You thought that you were the elect. That you were better than those outside this room. You bargained your freedom for the comfort of discipline and superiority. You chose to accept that group’s will and the big lie over your own conviction. Oh, you think to yourself that you were just going along for the fun. That you could extricate yourself at any moment. But where were you heading? How far would you have gone? Let me show you your future.
And then at that point, he turned on the auditorium’s rear projector, which cast a much larger image over the stage, and what did it depict? Why, the Nazis! Nazis, Nazis, everywhere! Nazis as far as the eye can see! Or, as Jones retells it,
In ghostly images the history of the Third Reich paraded into the room. The discipline. The march of super race [sic]. The big lie. Arrogance, violence, terror. People being pushed into vans. The visual stench of death camps. Faces without eyes. The trials. The plea of ignorance. I was only doing my job. My job. As abruptly as it started the film froze to a halt on a single written frame. “Everyone must accept the blame.

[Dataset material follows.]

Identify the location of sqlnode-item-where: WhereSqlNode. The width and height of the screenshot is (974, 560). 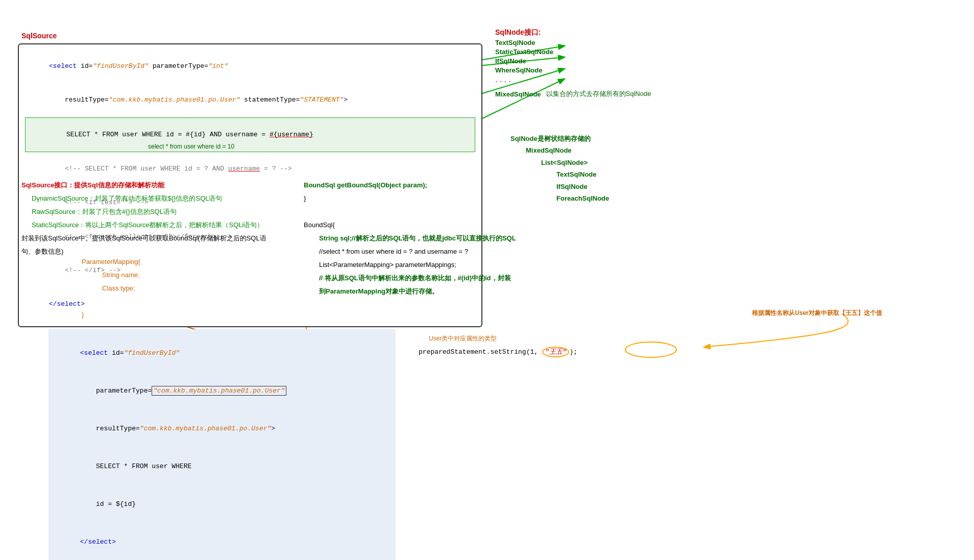
(573, 70).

No one can claim that they didn’t in some way take part.”
He then proceeds to lecture the students about he tricked them all into becoming Nazis for a few paragraphs (I’ll spare you the ridiculousness of his argument). He further tells them that just like the Germans never admitted they knew Jews were being tortured in camps, they’ll never admit to having attended the Third Wave rally: “You will keep this day and this rally a secret. It’s a secret I shall share with you.”
The slow kid who volunteered to be his bodyguard starts crying, and Jones tells him, “It’s over. It’s all right” as they embrace. Some other students start crying as well while everyone exits the auditorium. The end.
There’s much to say about Ron Jones’s story that can be contradicted by external evidence, and we’ll get there, I assure you. But for now, I can’t help but note another internal inconsistency in his own writing. He begins the entire essay by talking about a student named Steve Cognilio who recognizes him, gives him a Third Wave salute, and the first thing he says is, “Mr. Jones do you remember the Third Wave?” which prompts all the memories to come flooding back into Jones’s consciousness. But he ends the essay with these words:
As predicted we […] shared a deep secret. In the four years I taught at Cubberley High School no one ever admitted to attending the Third Wave Rally. Oh, we talked and studied our actions intently. But the rally itself. No. It was something we all wanted to forget.
Apparently, the event was so traumatic that everyone wanted to forget it… except, of course, this student who immediately wants to talk about it, apparently quite nonchalantly, upon seeing his former teacher.
Alright, that’s enough for now. Next week, we’ll explore the writings of an earlier blogger who completely demolished Ron Jones’s story and got real students from that class to message him with their accounts of what actually happened. And we’ll also talk about how some Wikipedia editors conspired to bury his research. Stay tuned.
Edit 7/24/2024: I removed a sentence accusing Jones of lying about a certain detail, because I realized it may have been true, but in reference to only one of his three classes that he tried the experiment with.